Back home, their family and friends in the United States watched the video of their capture in horror and prayed. The wait, the silence, became unbearable.

"I just want them to come home,” Zalandria Brown, Zindell Brown’s older sister, said Monday night. “Dead or alive, just bring them home.”

Jerry Wallace, Williams’ cousin, couldn't eat or sleep.

“It’s really something just trying to just wait and hear what’s going on and not hearing nothing,” Wallace said..

The next day, the agony of not knowing ended, but with the news came more heartache.

An anonymous tipster reported sighting armed men and people in blindfolds at a shabby, orange shack with blue trim and a corrugated metal roof in a tiny rural community known as Ejido Tecolote, on the outskirts of Matamoros. A white pickup parked outside matched the one the Americans had been loaded into March 3, according to the Mexican investigative documents.

The shack was near Playa Bagdad — or “Bagdad Beach,” a remote strip of sand where the Rio Grande meets the Gulf of Mexico that has been known as a drop-off point for U.S.-bound smuggled goods since the U.S. Civil War.

Mexican authorities, following the lead, drove the dirt roads searching. Then they heard shouts and the word: “Help!” That led them to the shack, where they found McGee and Williams blindfolded inside. They were being held next to the of bodies their friends, who had been wrapped in blankets and plastic bags, according to the Mexican investigative documents.

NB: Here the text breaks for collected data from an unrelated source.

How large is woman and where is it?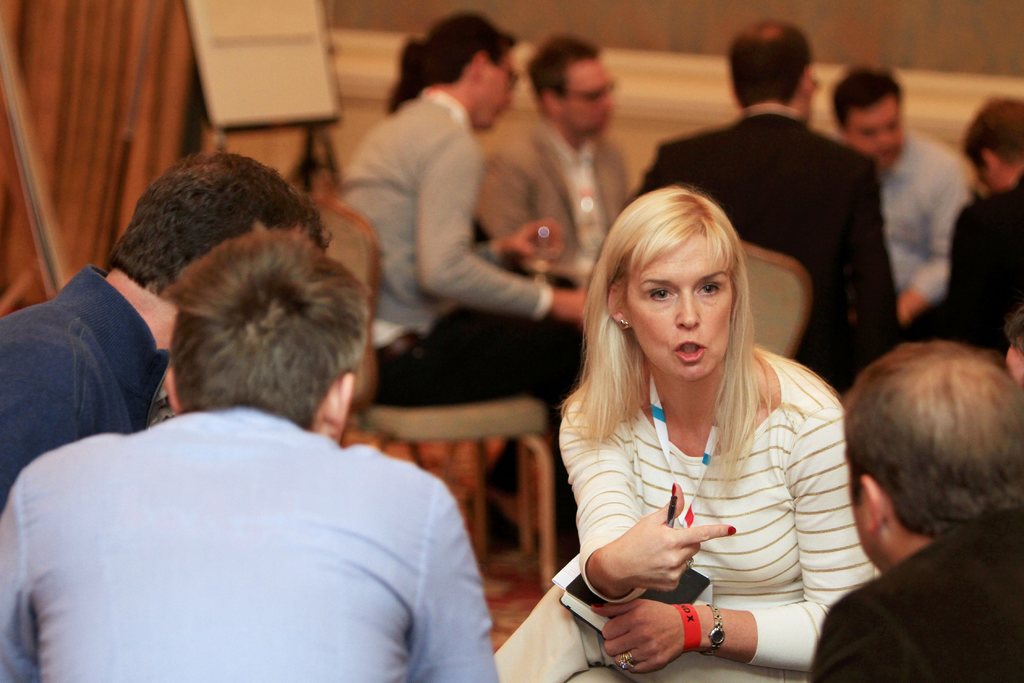
Bounding box: (539, 181, 872, 669).
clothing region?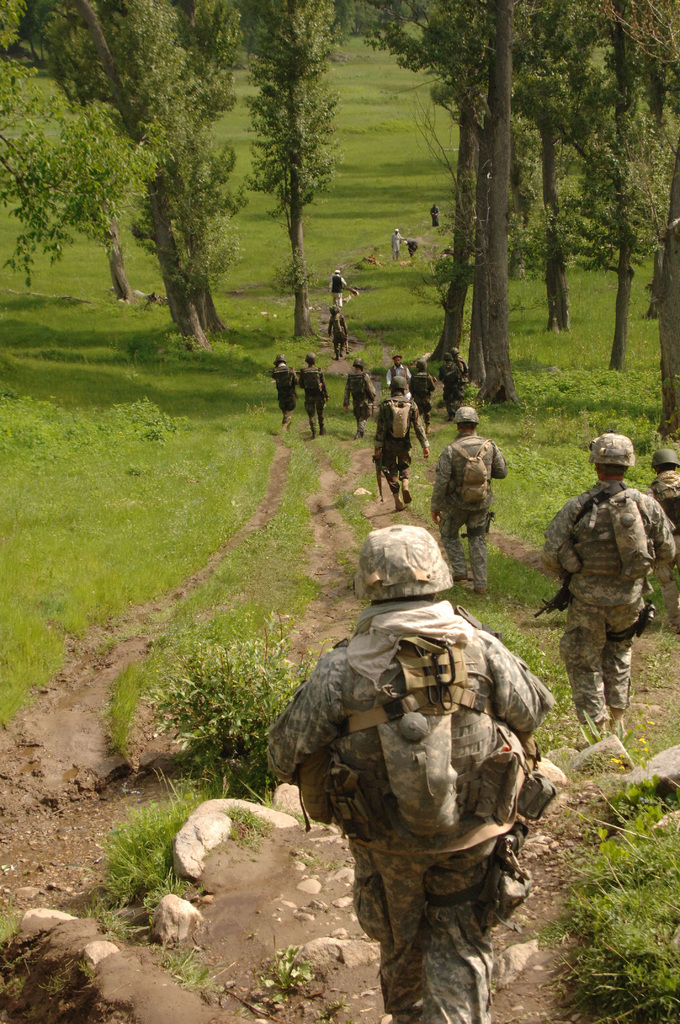
{"left": 326, "top": 273, "right": 347, "bottom": 307}
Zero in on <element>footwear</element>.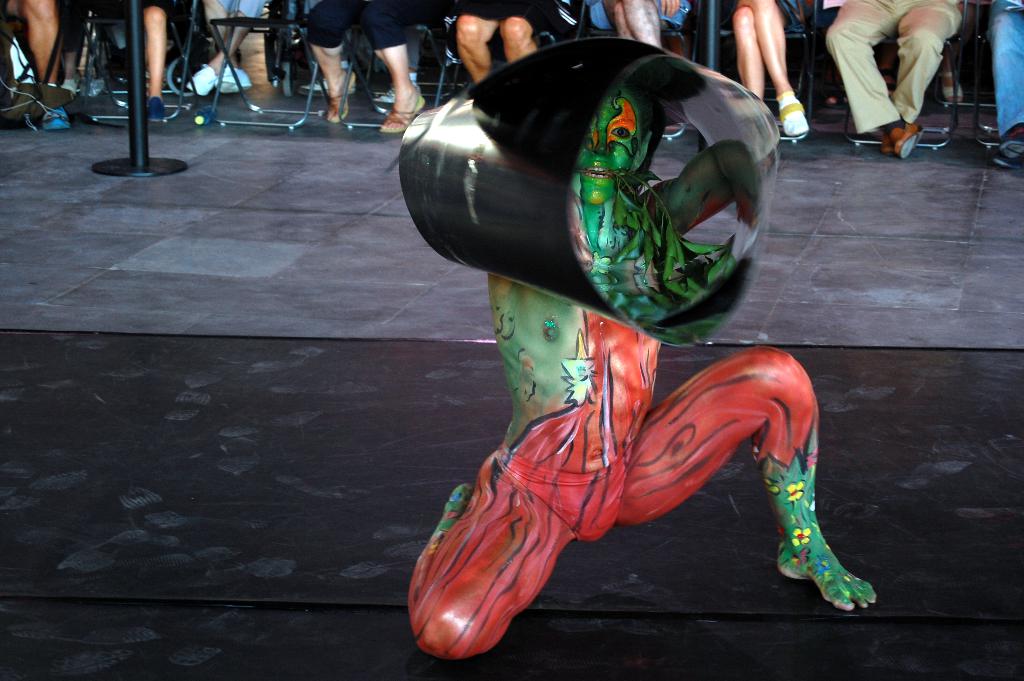
Zeroed in: 144,95,165,118.
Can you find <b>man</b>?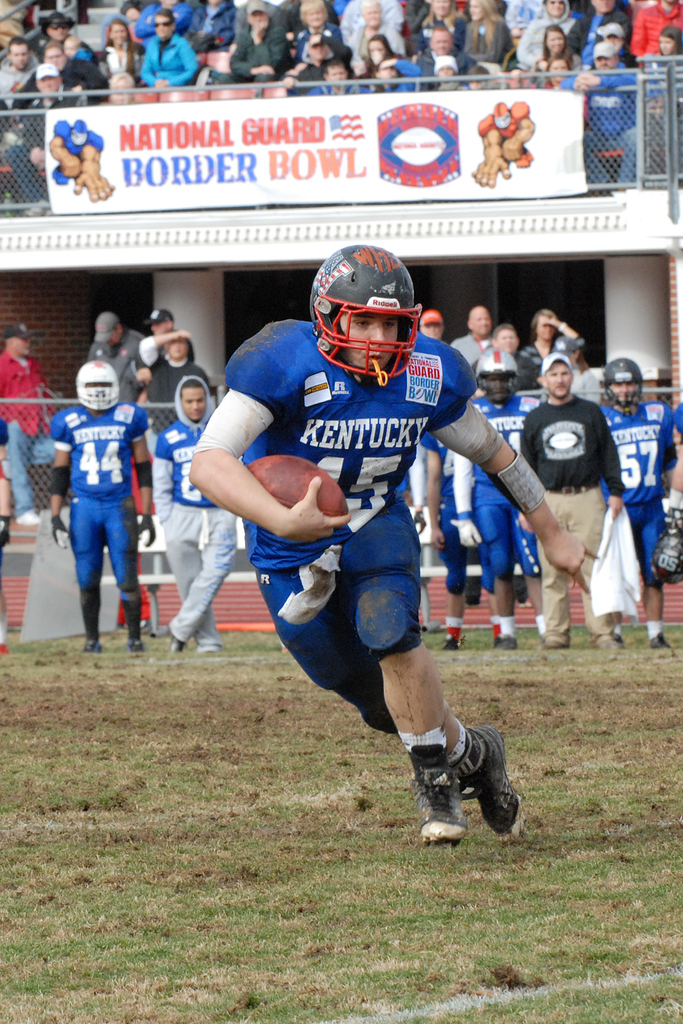
Yes, bounding box: 0,37,38,132.
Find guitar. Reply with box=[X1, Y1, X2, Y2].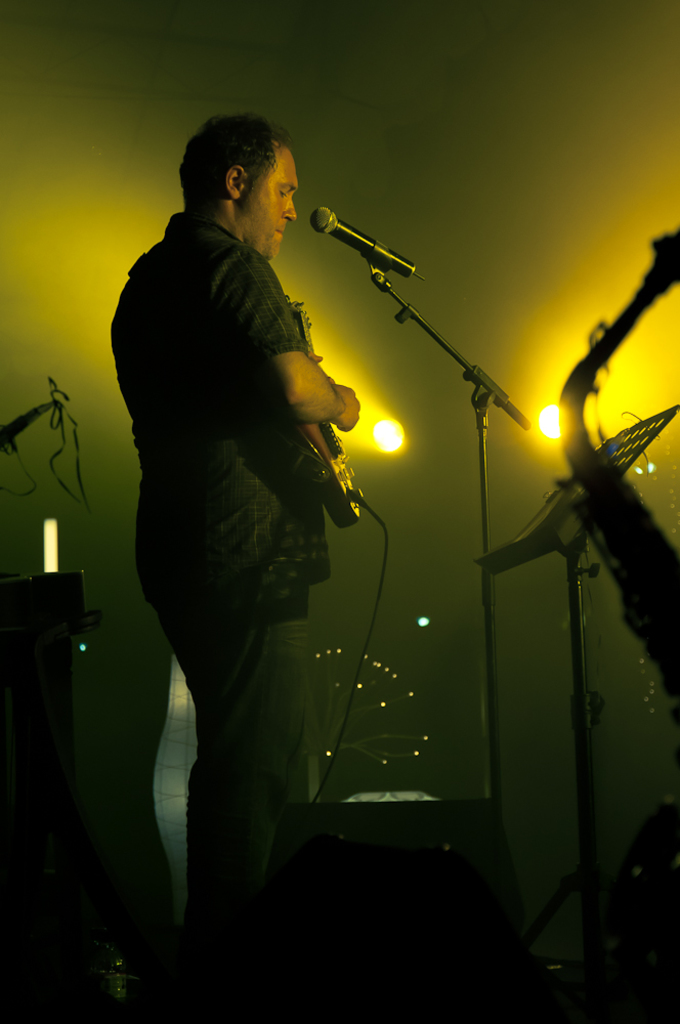
box=[268, 259, 387, 537].
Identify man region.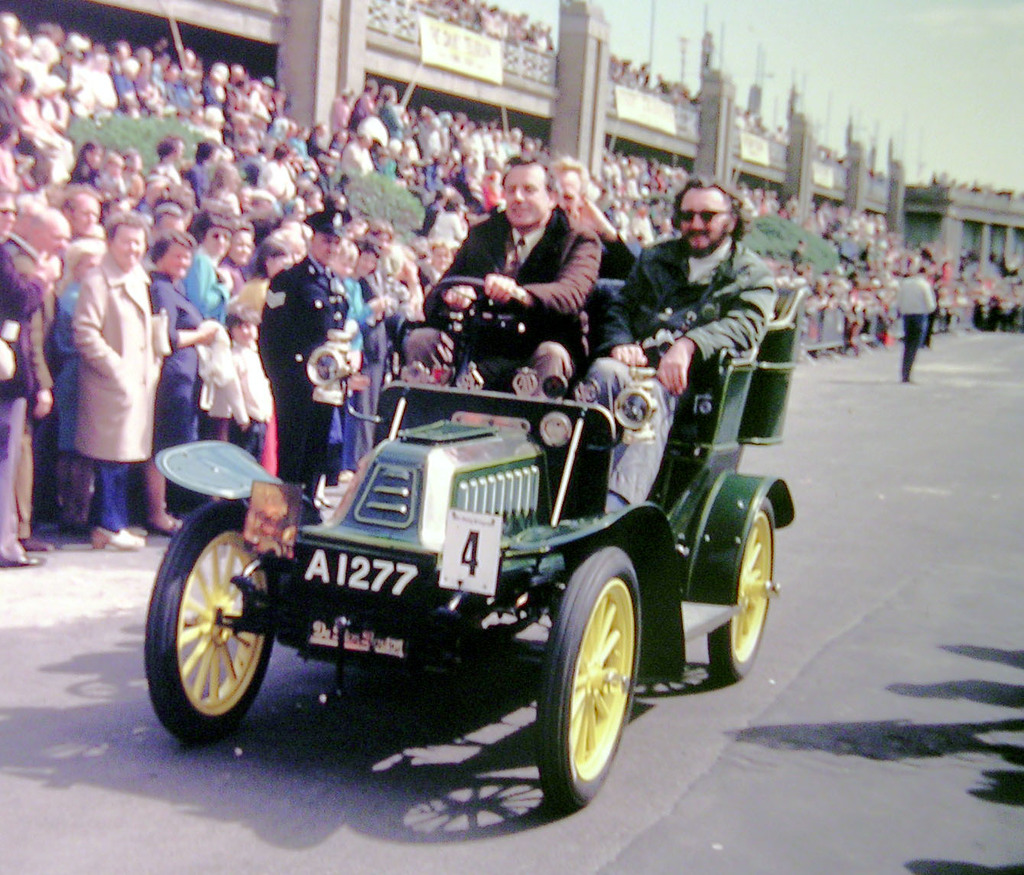
Region: l=895, t=266, r=931, b=387.
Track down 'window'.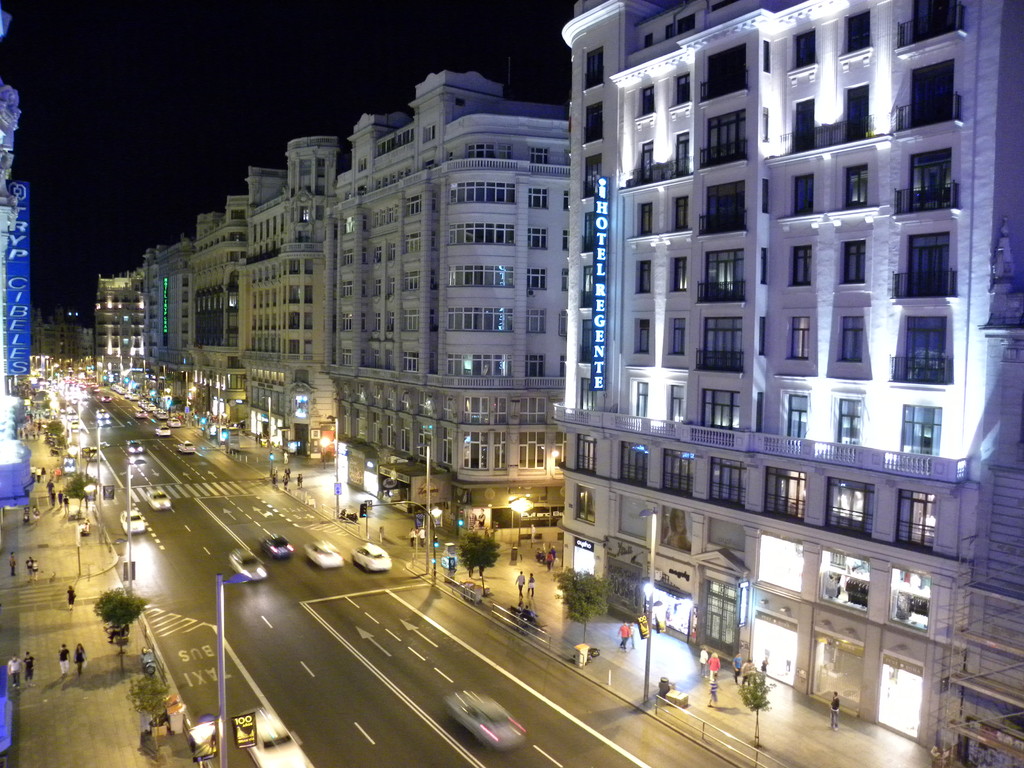
Tracked to <region>501, 145, 513, 160</region>.
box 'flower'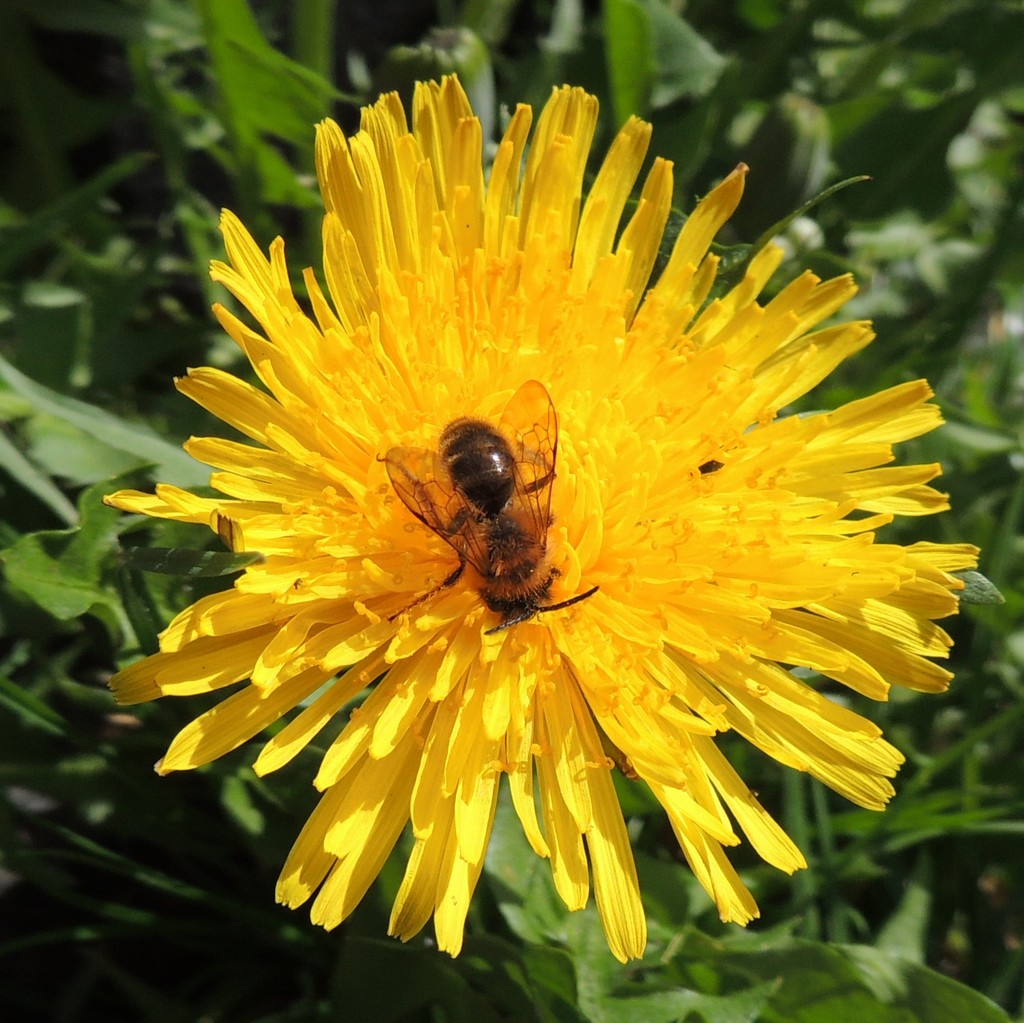
<box>99,78,977,964</box>
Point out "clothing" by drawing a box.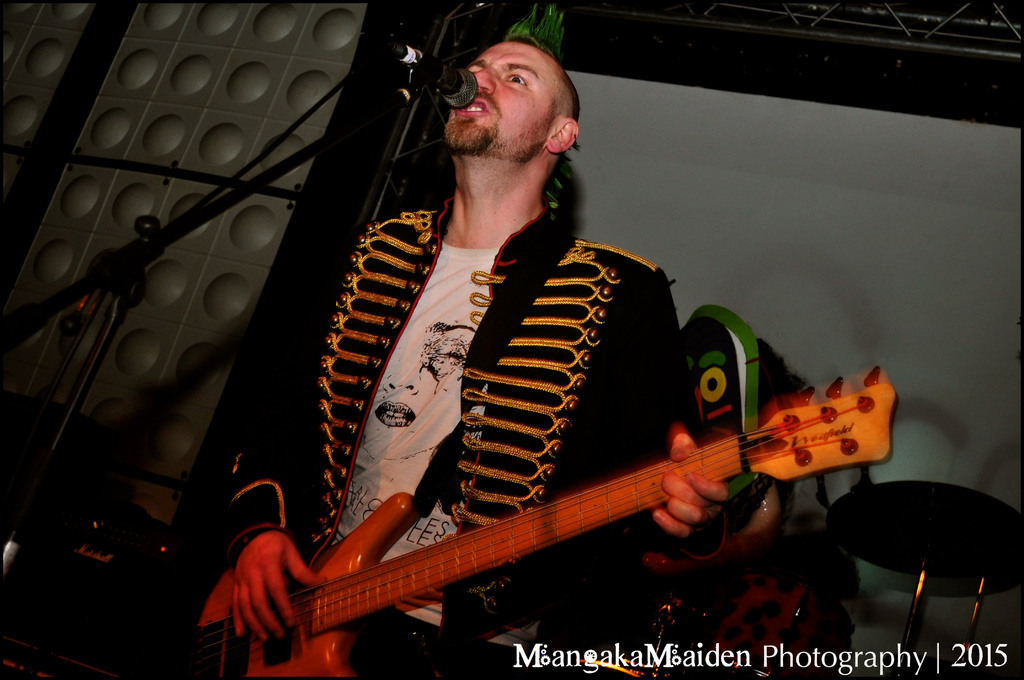
bbox(208, 185, 676, 679).
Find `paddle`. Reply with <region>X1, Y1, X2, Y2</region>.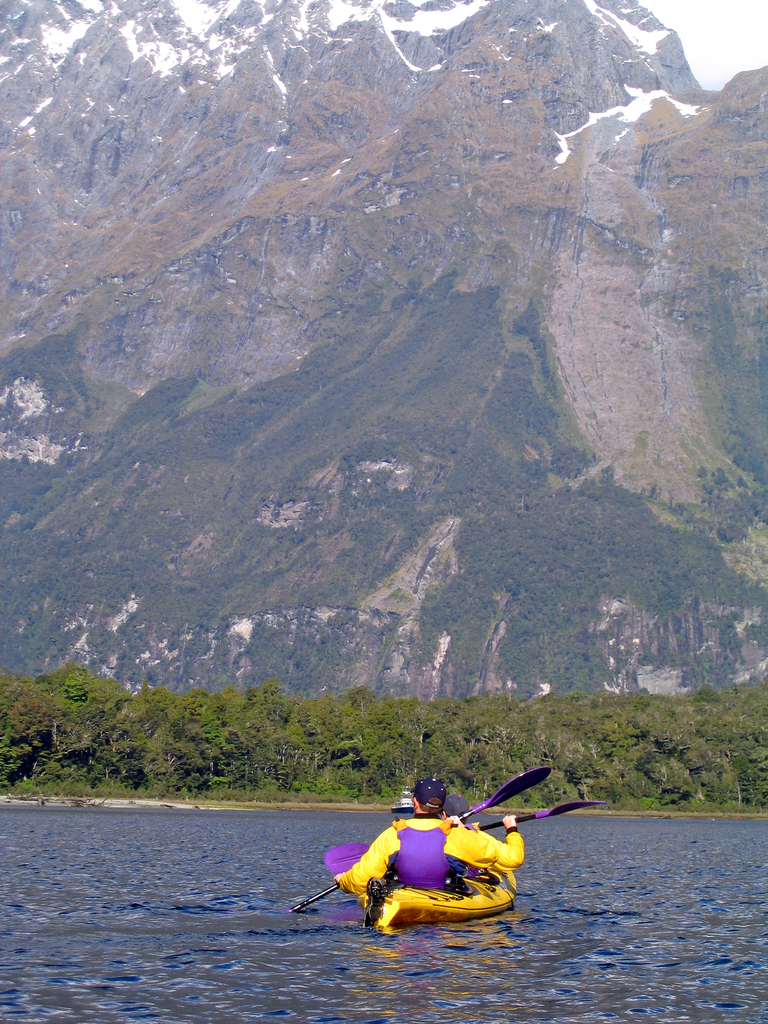
<region>323, 799, 601, 874</region>.
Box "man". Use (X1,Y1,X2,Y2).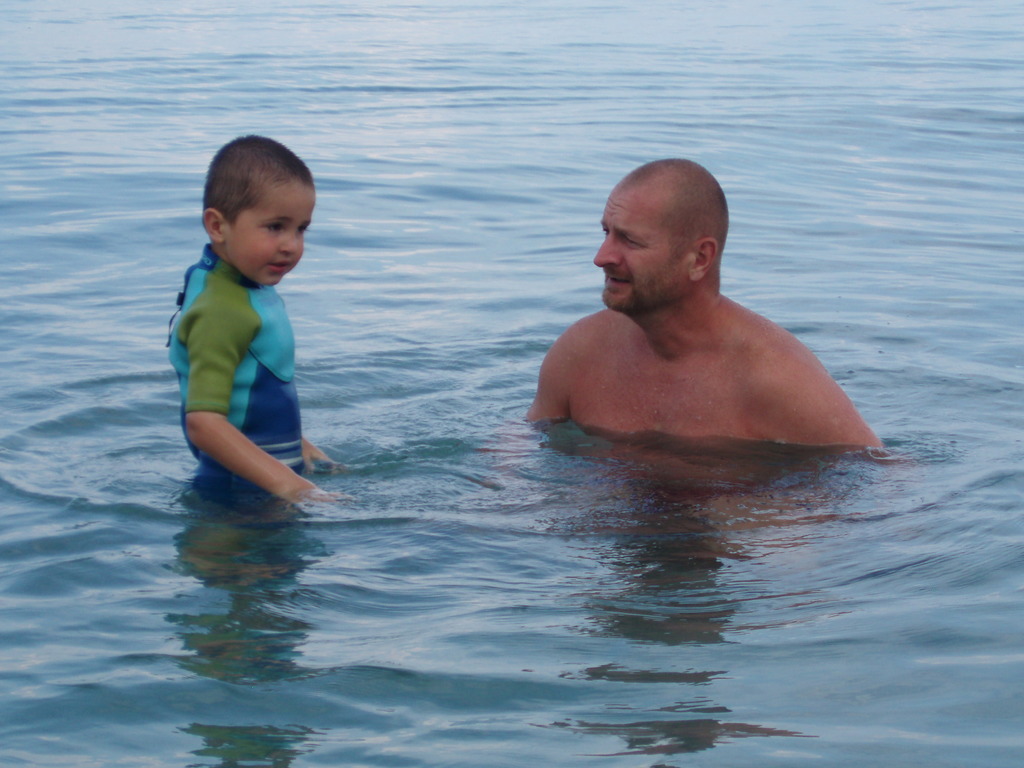
(509,154,877,472).
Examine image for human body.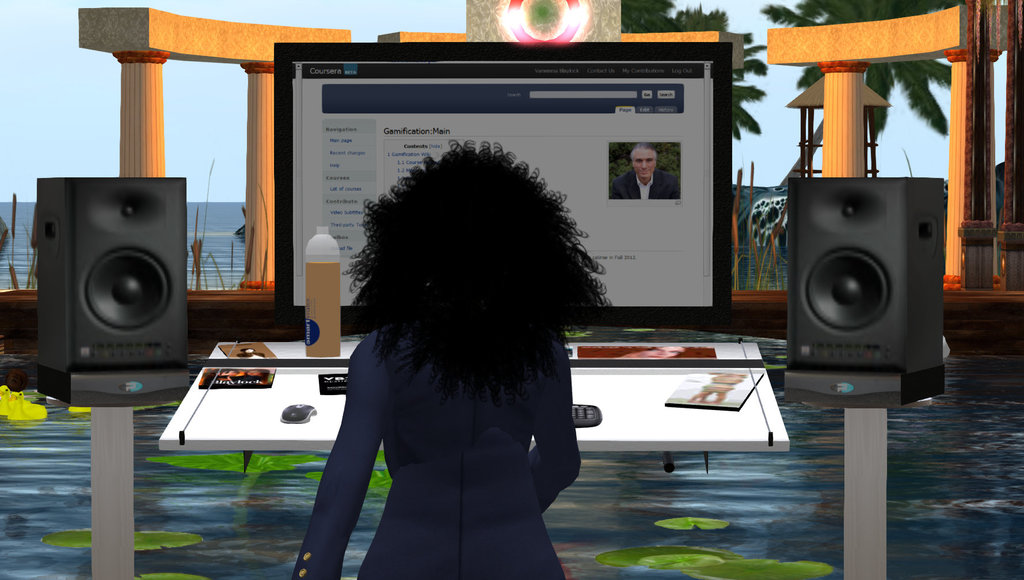
Examination result: <region>276, 213, 603, 571</region>.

A 24-year-old man in a tactical vest who was guarding them darted out the back door, only to be quickly apprehended.

The two Americans were rushed to a Brownsville hospital.

Robert Williams, Eric's brother, said he couldn’t wait to tell him “how glad I am that he made it through and that I love him.” His 11-year-old son was overjoyed.

On Thursday, as two of the friends' bodies were returned to the U.S. in hearses, calls grew for action to be taken to crush the Gulf cartel. The cartel's Scorpions faction apologized in a letter and announced it had handed over five members who were responsible for the abductions of innocent Americans. The letter was obtained by the AP through a Tamaulipas state law enforcement official.

Woodard’s father said he was speechless.

“I’ve just been trying to make sense out of it for a whole week. Just restless, couldn’t sleep, couldn’t eat. It’s just crazy to see your own child taken from you in such a way, in a violent way like that," James Woodard told reporters. “He didn’t deserve it.”

Orange was speechless too. She said Friday in a voice text to an AP reporter that she and her friends who survived the attack are not ready to talk about their ill-fated trip.

“We just want to begin to recover,” she said.

___

Watson reported from San Diego and Peña reported from Ciudad Victoria. Pollard is a corps member for the Associated Press/Report for America Statehouse News Initiative. Report for America is a nonprofit national service program that places journalists in local newsrooms to report on undercovered issues.